RENEE MONTAGNE, HOST:

And I'm Renee Montagne.

Iowa is at the center of political attention for the second time this year. The scene of a presidential caucus back in January is a swing state come this fall. President Obama campaigns there next week, and Mitt Romney visited yesterday.

Here's NPR's Ari Shapiro.

ARI SHAPIRO, BYLINE: Iowa's reputation for plain, Midwestern modesty is getting blown apart in this sweltering school auditorium. John Strong wears an American flag shirt and a cherry red jacket with a great big homemade button pinned to the lapel.

JOHN STRONG: In Obama we trusted. Now our economy is busted.

SHAPIRO: Across the auditorium from him, Gordon Smith wears a homemade T-shirt.

GORDON SMITH: My shirt says: a free America or Obama-nation - question mark, question mark.

SHAPIRO: He thought of the slogan when he was reading about the debt.

SMITH: And I wrote down: it's an abomination - not Obama-nation, but abomination. And then I thought, that sounds like Obama.

SHAPIRO: Before the Iowa caucuses, candidates like Michele Bachmann and Rick Santorum whipped crowds into an anti-Obama fervor.

But now that Romney is the last man standing, the anti-Obama passion has found its new home.

(SOUNDBITE OF SPEECH)

SHAPIRO: Iowa's unemployment rate is actually three points below the national average. That's good news for President Obama, and it's reflected in statewide polls that give the Democrat a slight lead.

Romney supporter Joan Samp isn't worried about what the polls say.

JOAN SAMP: I feel that a lot of people, when they get in the voting booth, may not vote for Obama, but they don't want to say anything because they don't want to be called racist. And I think they hoped it would all turn out. They had wonderful feelings four years ago, but in the privacy of the booth, I think it might make a difference.

SHAPIRO: Even a Democrat sees that disillusionment. Brad Elwinger plans to vote for the president, but he can see why people might not.

BRAD ELWINGER: They thought Obama would be this post-partisan, you know, new guy that would change the way politics worked in Washington. I think people have seen that Washington's kind of the same old thing, and he hasn't changed anything.

SHAPIRO: Iowa only has six electoral votes. But it's important enough that the president is spending three days here next week.

Donna Hoffman is a political scientist at the University of Northern Iowa. She says the Obama campaign has built up a ton of infrastructure here.
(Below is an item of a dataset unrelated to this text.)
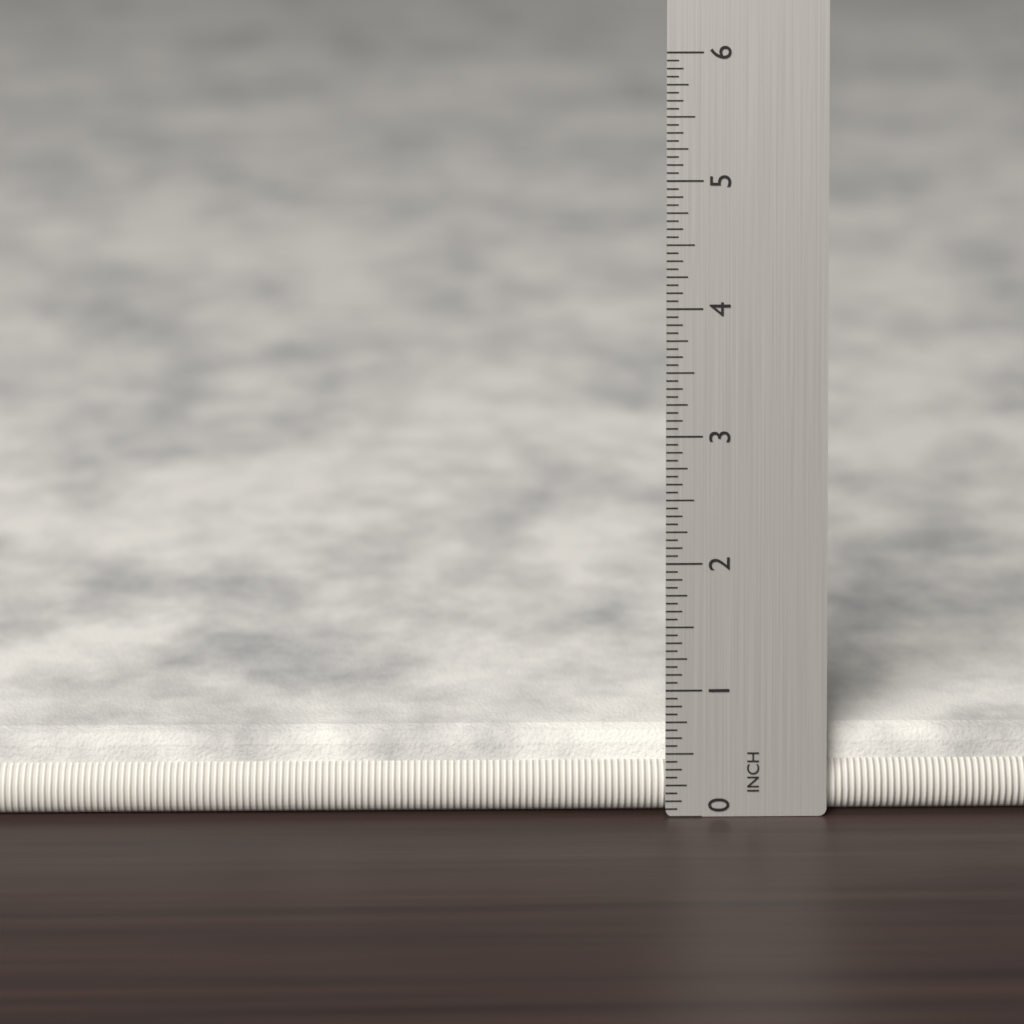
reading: 0.6250 in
DONNA HOFFMAN: The Romney campaign has fewer offices. They are setting those up now. They are starting to get people going out and doing calls, canvassing, that kind of thing. But the Obama campaign had the jump on them for several months.
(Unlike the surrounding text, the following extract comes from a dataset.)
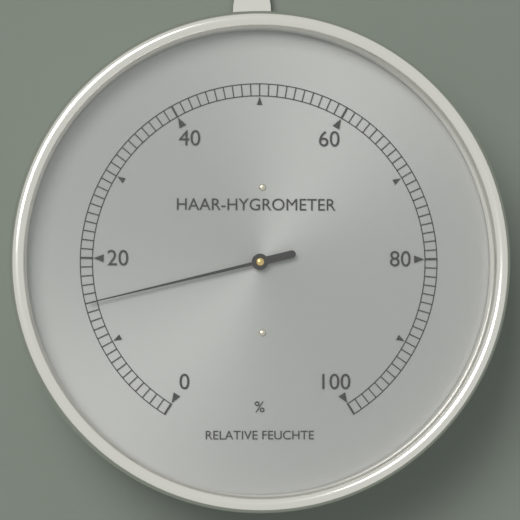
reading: 15 %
SHAPIRO: After the caucuses in January, the Romney campaign moved out of its Iowa headquarters - an old Blockbuster video store in Des Moines. A couple months later, a new tenant leased the space: the Obama reelection campaign.

Ari Shapiro, NPR News, traveling with the Romney campaign. Transcript provided by NPR, Copyright NPR.

Ari Shapiro has been one of the hosts of All Things Considered, NPR's award-winning afternoon newsmagazine, since 2015. During his first two years on the program, listenership to All Things Considered grew at an unprecedented rate, with more people tuning in during a typical quarter-hour than any other program on the radio.